A readable and provocative account of the many paths that Republicans have taken to their current state of confusion.”―New York Times Book Review
“The book offers a lively survey of Republican politics in all its diversity, from the ‘transformational presidency' of Abraham Lincoln (to borrow a 21st-century term) to the conservative ascendancy of Ronald Reagan.”―Washington Post
“The most comprehensive account of the GOP and its competing impulses... an important contribution to understanding where we are today.”―Los Angeles Times
“[Richardson's] theory of the party's historical cycle is intriguing.”―New Republic
“A rich portrait of the thinking and times of Abraham Lincoln and those closest to him in the founding of the Republican Party... perceptive and persuasive.... Readers of Richardson's history of the GOP will come away with a good sense of the complex path that led the party to the abnegation of the Lincoln legacy.”―Washington Spectator
“Sharp and readable.”―Open Letters Monthly
“In To Make Men Free, one of our most admired historians takes on one of the most important topics of our past and present: the 160-year story of the Republican Party.
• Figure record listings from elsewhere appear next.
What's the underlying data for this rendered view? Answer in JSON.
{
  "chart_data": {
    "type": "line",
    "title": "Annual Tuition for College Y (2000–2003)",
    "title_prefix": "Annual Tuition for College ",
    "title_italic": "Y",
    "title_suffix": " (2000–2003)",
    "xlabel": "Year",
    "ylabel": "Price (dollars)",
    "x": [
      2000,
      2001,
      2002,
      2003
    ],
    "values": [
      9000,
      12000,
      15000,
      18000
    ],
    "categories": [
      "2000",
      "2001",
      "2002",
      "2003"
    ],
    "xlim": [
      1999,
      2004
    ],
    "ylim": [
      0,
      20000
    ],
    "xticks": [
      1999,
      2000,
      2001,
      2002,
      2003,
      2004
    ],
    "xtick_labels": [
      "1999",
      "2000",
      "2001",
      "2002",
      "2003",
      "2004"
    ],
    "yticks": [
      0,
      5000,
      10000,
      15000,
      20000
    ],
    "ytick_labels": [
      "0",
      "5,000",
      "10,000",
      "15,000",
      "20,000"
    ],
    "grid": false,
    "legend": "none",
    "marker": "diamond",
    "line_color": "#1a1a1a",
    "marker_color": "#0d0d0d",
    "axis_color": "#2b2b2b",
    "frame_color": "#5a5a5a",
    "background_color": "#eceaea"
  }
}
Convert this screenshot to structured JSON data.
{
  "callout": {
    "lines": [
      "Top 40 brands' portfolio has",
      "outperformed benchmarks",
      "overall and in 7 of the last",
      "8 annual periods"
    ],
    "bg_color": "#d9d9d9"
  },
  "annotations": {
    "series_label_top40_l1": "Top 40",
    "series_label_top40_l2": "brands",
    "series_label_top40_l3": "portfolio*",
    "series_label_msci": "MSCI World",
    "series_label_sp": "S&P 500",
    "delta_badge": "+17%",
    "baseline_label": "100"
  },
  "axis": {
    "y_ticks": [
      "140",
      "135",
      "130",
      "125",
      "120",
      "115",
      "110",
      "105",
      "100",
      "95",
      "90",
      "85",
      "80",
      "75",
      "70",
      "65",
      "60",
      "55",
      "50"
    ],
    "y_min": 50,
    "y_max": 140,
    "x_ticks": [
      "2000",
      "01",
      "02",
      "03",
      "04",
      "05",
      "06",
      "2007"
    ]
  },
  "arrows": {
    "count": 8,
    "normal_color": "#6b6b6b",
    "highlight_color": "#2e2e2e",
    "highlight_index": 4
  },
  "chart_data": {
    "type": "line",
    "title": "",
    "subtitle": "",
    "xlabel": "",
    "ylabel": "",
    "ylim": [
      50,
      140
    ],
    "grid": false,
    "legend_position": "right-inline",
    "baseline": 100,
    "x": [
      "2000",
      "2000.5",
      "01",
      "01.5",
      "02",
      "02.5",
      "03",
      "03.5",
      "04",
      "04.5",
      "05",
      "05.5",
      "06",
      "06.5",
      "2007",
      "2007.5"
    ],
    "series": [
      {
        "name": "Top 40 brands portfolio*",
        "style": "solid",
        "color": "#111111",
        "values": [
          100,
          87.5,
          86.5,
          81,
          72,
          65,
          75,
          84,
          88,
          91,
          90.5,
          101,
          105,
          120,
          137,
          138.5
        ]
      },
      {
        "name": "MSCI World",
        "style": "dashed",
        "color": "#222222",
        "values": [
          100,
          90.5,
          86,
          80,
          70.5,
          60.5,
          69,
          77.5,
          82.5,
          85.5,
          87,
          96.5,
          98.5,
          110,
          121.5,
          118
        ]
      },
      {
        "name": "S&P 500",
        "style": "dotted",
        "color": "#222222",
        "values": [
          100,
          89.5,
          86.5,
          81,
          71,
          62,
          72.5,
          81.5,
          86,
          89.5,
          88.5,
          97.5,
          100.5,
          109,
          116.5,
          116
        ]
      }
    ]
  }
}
From Abraham Lincoln to George W. Bush, from Radical Republicans to Movement Conservatives, Heather Cox Richardson recounts the GOP's dramatic history with unimpeachable insights and crisp, vivid writing. How did the anti-slavery party become the party of the Solid South? How did the anti-trust party of Theodore Roosevelt become the party of Wall Street and the Club for Growth? In this brisk account, Richardson make sense of a twisting tale that shapes our lives every day.”―T.J. Stiles, Pulitzer Prize-winning author of The First Tycoon: The Epic Life of Cornelius Vanderbilt
“Heather Cox Richardson has written a much-needed book: a comprehensive and balanced history of the Republican Party. The prose is engaging, the research is deep, the argument is persuasive; To Make Men Free is the work of a major talent at the top of her craft.”―Ari Kelman, Bancroft Prize-winning author of A Misplaced Massacre: Struggling Over the Memory of Sand Creek
“At its Lincolnian best, the G.O.P. has been not just grand but good. In To Make Men Free, the eminent political historian Heather Cox Richardson superbly brings the Republican Party's history to life, while offering sharp and often surprising interpretations of its rises and declines, when it heeded Lincoln's legacy and when it did not.”―Sean Wilentz, author of The Rise of American Democracy: Jefferson to Lincoln
“Heather Cox Richardson tells a great story, full of fascinating figures, of how the Republican Party has enjoyed extraordinary political success in a country full of poor people, while doing much to serve the rich. It's a vital chapter in the history of American conservatism.”―Eric Rauchway, Professor of History, University of California, Davis
2014-07-13
A new history of the Republican Party as a relentless pull by big-business interests has cast it farther and farther from its noble founding principles. How did the party of Abraham Lincoln—dedicated to checking the spread of Southern "Slave Power" in the West and to expanding the vision of freedom and opportunity among the larger pool of poor and newly emancipated—become the party of the rich and entitled? Richardson (History/Boston Coll.; Wounded Knee: Party Politics and the Road to an American Massacre, 2010, etc.) makes a bold, pertinent argument that the Republican Party has always been beset by contradictions within its core as a result of the founding tension between the belief in equality of opportunity and the protection of property. She focuses on three presidents who have been true to the original Republican cause—Lincoln, Theodore Roosevelt and Dwight Eisenhower—and three periods following progressive legislation eras that saw a reactionary swerve back to pro-business policies and a resulting economic crash: 1893, 1929 and 2008. The party emerged in reaction to the passage of the Kansas-Nebraska Act of 1854, threatening to spread slave power into what Northerners hoped would be a West open to "poor but hardworking, ambitious young men." Harkening back to Thomas Jefferson and the Declaration of Independence, the Republican Party embraced "the first principles of republican government" and broke with "schemes of aristocracy," namely the concentration of wealth among the upper few. Lincoln's assassination, followed by Andrew Johnson's undercutting of Reconstruction, saw the beginning of the reactionary turn back to obstructionism and narrow business interests. Richardson systematically delineates how the "trickle down" economic approach never worked, yet was continually pushed by rogue elements of the party. A hard-hitting study that will surely resonate with ongoing attempts to regenerate the GOP.